On February 26th Junior Boys came to play in the beautiful Babel club in Malmö – an old building the local people use to call ‘Party church’, since it is actually a former church converted into a fancy but cosy nightclub with a big stage and a nice sound surrounding.

​​The opening of the night made Jessy Lanza, the

uprising Canadian artist originate from the same city as Junior Boys (Hamilton, Ontario), supported by her drummer mate Tori Tizzard. Jessy performed songs from her last 2013 album Pull My Hair Back released under the label Hyperdub. She dropped samples and atmospheres on her keyboard while singing to it with her angel-like voice that she often distorted by delays and pitch-downs. Tori Tizzard was just perfectly underlining it altogether with her piercing drums. She finished by letting us the taste of the bouncing Shangaan electro inspired track “It means I love you”, which will appear on the new album “Oh No” that is about to be released this year

via Hyperdub again.

Right after Jessy Lanza arrived the highlight of the night, Jeremy Greenspan and Matt Didemus, the members of Junior Boys, who showed us all their acumulated experience and this slight but percebtible change to a more raw and closer to clubby electronic sound that they achieved in their new album, Big Black Coat, released this year on City Slang, a record label based in Berlin. Even so, the voice of Jeremy continues sounding closer to a songwriter one, a characteristic that puts the group in this rare category of musicians that go and come from one style to another with amazing ease. The show started with a long and deep atmosphere, which created an ambience of mystery in the audience about what was going to happen, and right after that they stir themselves into action and there was no moment to rest until the end of the show.
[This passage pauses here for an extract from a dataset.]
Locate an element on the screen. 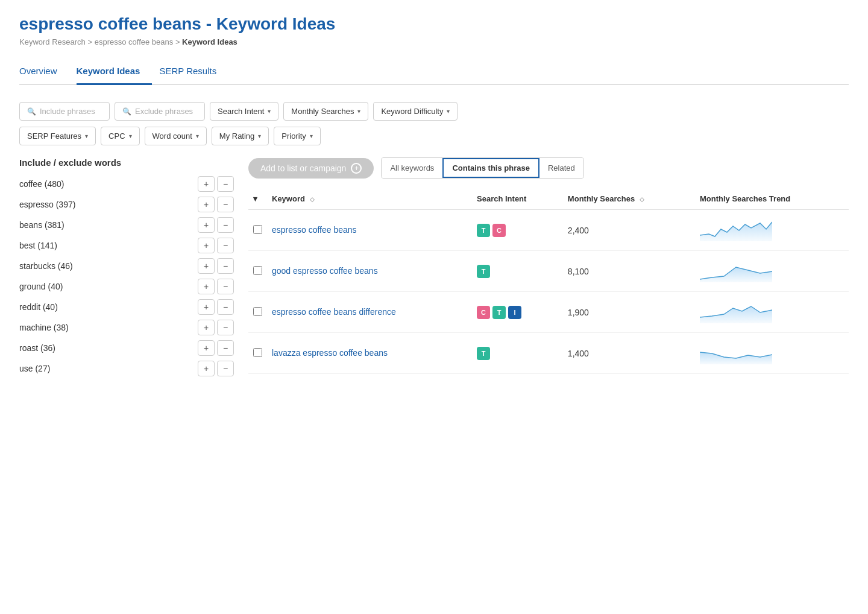  tab-serp-results: SERP Results is located at coordinates (194, 72).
Junior Boys presented their last album almost in its entirety and we could see the evolution of their sound in more than 15 tracks. Some of the highlights should be underlined, which were some remarkable tracks such as “Baby Give Up On It”, a p-funk and glitch disco influenced piece that sounds pretty delicate in the live version, “Over It”, a pure exercise of synth pop with a pitch down in the singing of Jeremy, a characteristic of their music never heard before.
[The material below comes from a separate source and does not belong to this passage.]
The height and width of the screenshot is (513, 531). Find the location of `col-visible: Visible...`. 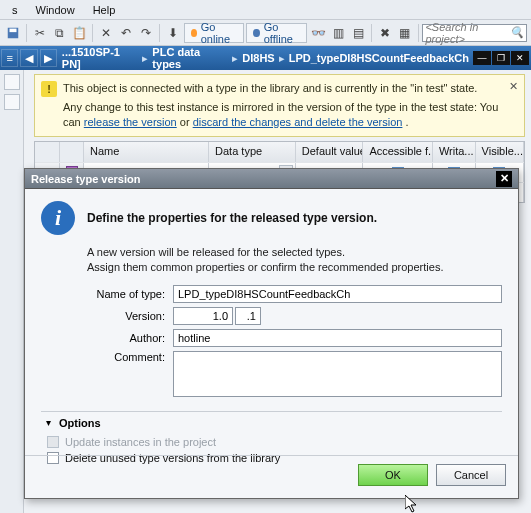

There was the raw Detroit Techno ​​inspiration in “Love Is A Fire”, ​​a track directly influenced by the likes of Richie Hawtin (through his alias Plastikman) or the Techno pioneer Robert Hood.

Another great track we heard that night was “And It’s Forever”, a song with a contundent Chicago House percussion line, a vocal sample going through almost all the track and some acid house synths. Some details of the a

rrangement reminded us of the most dynamic Caribou - but with the unique touch of these guys. They also played some tracks from their previous works, like “In The Morning” from their album So This Is Goodbye realeased in 2007, that delighted the most loyal audience of their prior pop sound.

In the last part of the show, Jeremy dared to play some keyboard while he was singing tracks like the pop-influenced “C’mon Baby” or the homonymous “Big Black Coat”, which is also the title of the new album, to finish leaving us with a big smile on our faces and showing us that if they had leaved for a while, they definitiley have returned to stay.